Following revision of patients’ charts, no adverse effects were reported after antifungals administration; this was added to the Results section. An additional cost for antimicrobial therapy, especially echinocandins among antifungals, is foreseeable. However, costs could be properly assessed only after balancing with clinical benefits in a cost-effective analysis, which was beyond the scope of this work.

Round 2

Reviewer 2 Report

I do congratulate authors for their efforts to make a more realistic approach with their population. The study is interesting despite its limitations, showing the uncertatinty regarding Candida infection diagnosis in a real clinical practice scenario. I have only a few minor comments: 

- It must be clarified if analysis of factors associated with Candida isolation refer to the whole population or only to the punctioned (sampled) population. If rerfering to the whole population it is important to sub-analyze it also in the sampled population. We do not know what exactly occurs within non sampled abdomens. 

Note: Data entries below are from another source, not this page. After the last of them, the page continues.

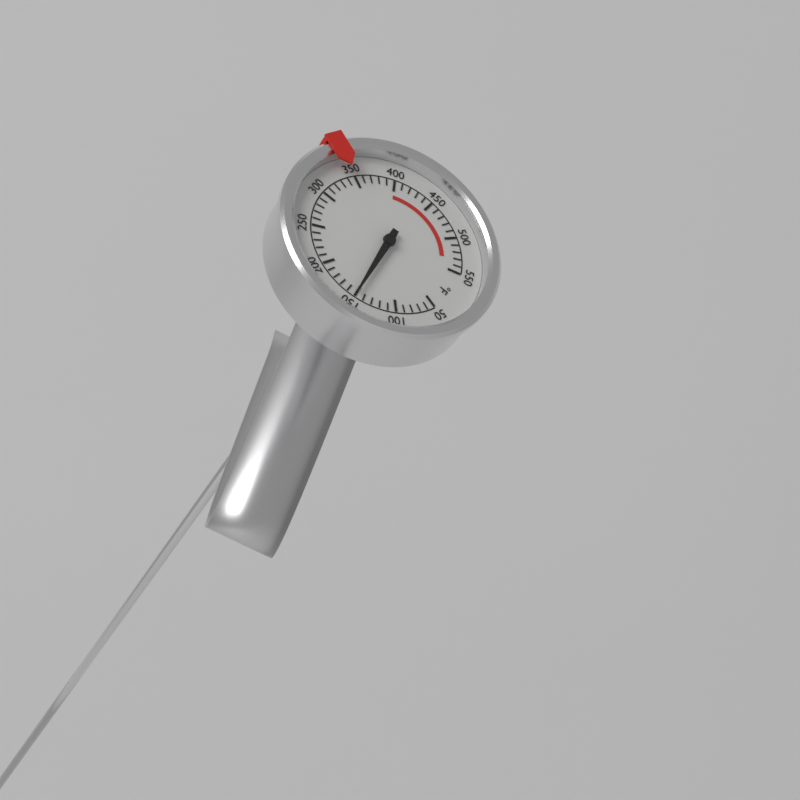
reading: 150 °F
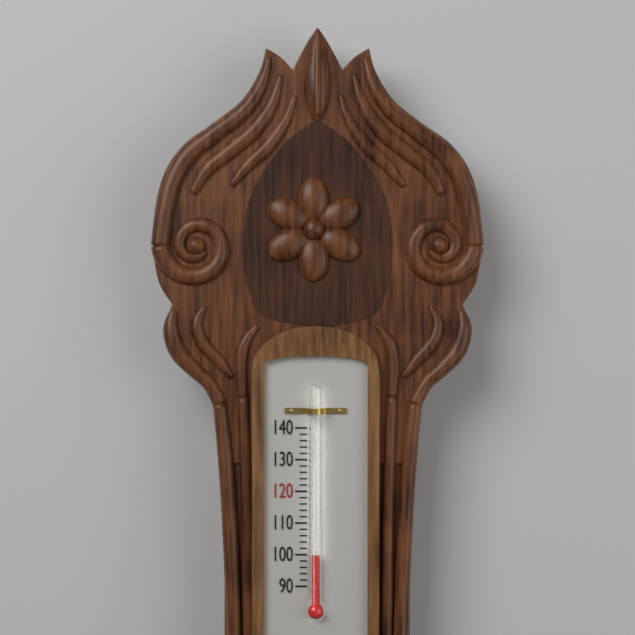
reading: 100 (no unit)
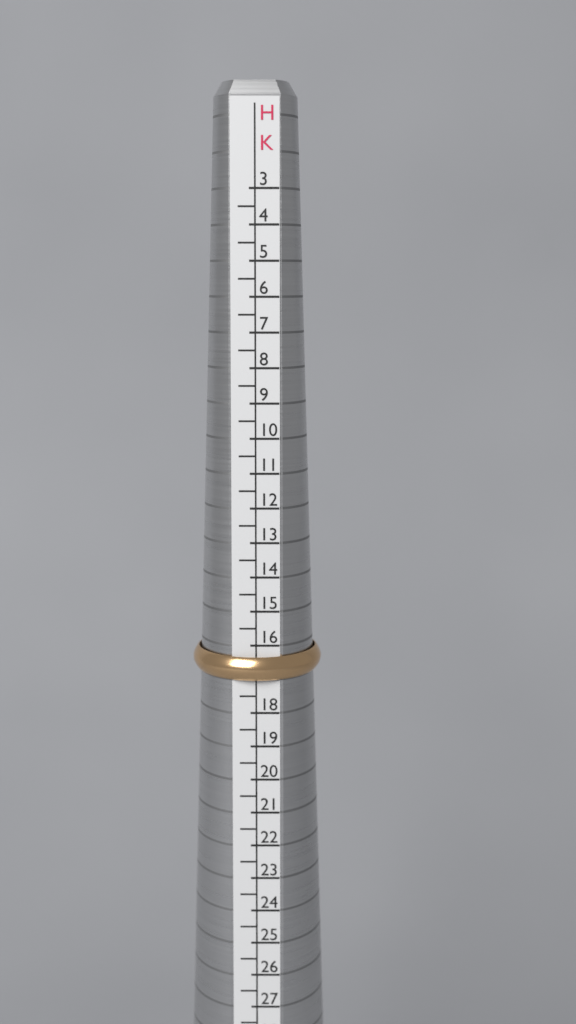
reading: 17.0 HK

- When analyzing the type of surgeries I suggest transform ing Uppper/Biliary-pancreas/Lower into one solely category which could be Upper (including HBP) vs. Lower or even an ordinal category with 3 levels: Lower, Upper, HBP clearly seem to have a gradient of risk for Candida presence (OR 0,3; 1,79; 2,25). Analyzing them as if separate categories difficults its statistical association because in fact they are almost the Same category (Upper is not Lower, and Lower is not Upper). In a MV analyisis these complementary approach makes to counteract each other as independent variables. At least one of the variables at UV analysis should be refelected in the MV analysis, unless they are dependent (as this is the case by creating these complementary "categories"). Therefore unifying them into a solely category would overcome these problems related to the few isolations and could add to a practical message: HBP, Upper and Lower surgeries have differents risks for Candida infection.  

- It's a shame that authors do not have data to calculate Candida Score.  

Author Response

We are sincerely grateful for your previous and your additional observations, which we believe substantially  helped to improve our work. We are submitting the text with the required revisions. Please find our responses below:

- It must be clarified if analysis of factors associated with Candida isolation refer to the whole population or only to the punctioned (sampled) population. If rerfering to the whole population it is important to sub-analyze it also in the sampled population. We do not know what exactly occurs within non sampled abdomens. 

  • We appreciate this bias and repeated the analysis on the sub-population with available intra-abdominal samples. Results are shown in Tabel 4 and subsequent text.

- When analyzing the type of surgeries I suggest transform ing Uppper/Biliary-pancreas/Lower into one solely category which could be Upper (including HBP) vs. Lower or even an ordinal category with 3 levels: Lower, Upper, HBP clearly seem to have a gradient of risk for Candida presence (OR 0,3; 1,79; 2,25). Analyzing them as if separate categories difficults its statistical association because in fact they are almost the Same category (Upper is not Lower, and Lower is not Upper). In a MV analyisis these complementary approach makes to counteract each other as independent variables. At least one of the variables at UV analysis should be refelected in the MV analysis, unless they are dependent (as this is the case by creating these complementary "categories"). Therefore unifying them into a solely category would overcome these problems related to the few isolations and could add to a practical message: HBP, Upper and Lower surgeries have differents risks for Candida infection.  

  • Before introducing Lower GI, Upper GI and Epato-biliary surgery in the regression model, dummy variables were created (Lower vs all other, Upper vs all other, etc). We hope this responds to your question.

- It's a shame that authors do not have data to calculate Candida Score.  

  • We agree with you and yet believe that this is the case for most centers, where data such as multiple-site colonization by Candida is not available. We further acknowledged this limitation in the Discussion section.